21.14. 14. Of the Genius of the Romans with respect to Commerce.
The Romans were never distinguished by a jealousy for trade. They attacked Carthage
as a rival, not as a commercial nation. They favoured trading cities
that were not subject to them. Thus they increased the power of
Marseilles by the cession of a large territory. They were vastly afraid
of barbarians, but had not the least apprehension from a trading people.
Their genius, their glory, their military education, and the very form
of their government estranged them from commerce.
In the city, they were employed only about war, elections, factions,
and law-suits; in the country, about agriculture; and as for the
provinces, a severe and tyrannical government was incompatible with
commerce.
But their political constitution was not more opposed to trade than
their law of nations. "The people," says Pomponius, the civilian,
[113]
"with whom we have neither friendship, nor hospitality nor alliance, are
not our enemies; however, if anything belonging to us falls into their
hands, they are the proprietors of it; freemen become their slaves; and
they are upon the same terms with respect to us."
Their civil law was not less oppressive. The law of
Constantine,
[114]
after having stigmatised as bastards the children of a
mean rank who had been married to those of a superior station, confounds
women who retail merchandise with slaves, with the mistresses of
taverns, with actresses, with the daughters of those who keep public
stews, or who had been condemned to fight in the amphitheatre; this had
its origin in the ancient institutions of the Romans.

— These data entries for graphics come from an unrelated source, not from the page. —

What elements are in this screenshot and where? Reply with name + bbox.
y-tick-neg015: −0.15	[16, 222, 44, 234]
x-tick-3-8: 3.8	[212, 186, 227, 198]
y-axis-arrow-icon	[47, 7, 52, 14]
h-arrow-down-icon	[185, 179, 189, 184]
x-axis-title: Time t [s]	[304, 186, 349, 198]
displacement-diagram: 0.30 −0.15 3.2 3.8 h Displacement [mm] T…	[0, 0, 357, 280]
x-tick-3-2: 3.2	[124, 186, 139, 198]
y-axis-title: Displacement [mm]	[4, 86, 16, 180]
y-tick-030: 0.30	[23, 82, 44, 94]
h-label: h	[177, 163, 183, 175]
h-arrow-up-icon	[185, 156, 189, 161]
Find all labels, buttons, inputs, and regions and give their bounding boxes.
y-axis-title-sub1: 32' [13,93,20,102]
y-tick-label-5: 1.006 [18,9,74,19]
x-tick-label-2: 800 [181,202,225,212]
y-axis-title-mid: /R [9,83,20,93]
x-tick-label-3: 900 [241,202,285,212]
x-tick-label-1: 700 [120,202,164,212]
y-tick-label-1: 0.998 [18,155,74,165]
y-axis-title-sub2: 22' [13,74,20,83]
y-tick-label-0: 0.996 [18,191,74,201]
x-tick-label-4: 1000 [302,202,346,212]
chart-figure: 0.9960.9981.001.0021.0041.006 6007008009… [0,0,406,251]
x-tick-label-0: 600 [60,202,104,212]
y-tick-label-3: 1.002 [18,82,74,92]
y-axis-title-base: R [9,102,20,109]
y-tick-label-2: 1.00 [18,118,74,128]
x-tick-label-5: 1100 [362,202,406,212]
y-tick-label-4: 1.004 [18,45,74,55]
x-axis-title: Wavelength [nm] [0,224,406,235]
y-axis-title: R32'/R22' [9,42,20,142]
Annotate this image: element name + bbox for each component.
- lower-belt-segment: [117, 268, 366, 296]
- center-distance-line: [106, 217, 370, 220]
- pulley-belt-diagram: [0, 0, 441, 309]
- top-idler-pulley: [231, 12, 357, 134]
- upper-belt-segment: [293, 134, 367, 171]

I am not ignorant that men prepossessed with these two ideas (that
commerce is of the greatest service to a state, and that the Romans had
the best-regulated government in the world) have believed that these
people greatly honoured and encouraged commerce; but the truth is, they
seldom troubled their heads about it.
Footnotes
[113]
Leg. 5, 2, ff. De Captivis.
[114]
Quæ mercimoniis publice præfuit — Leg. 1, Cod. de natural. liberis.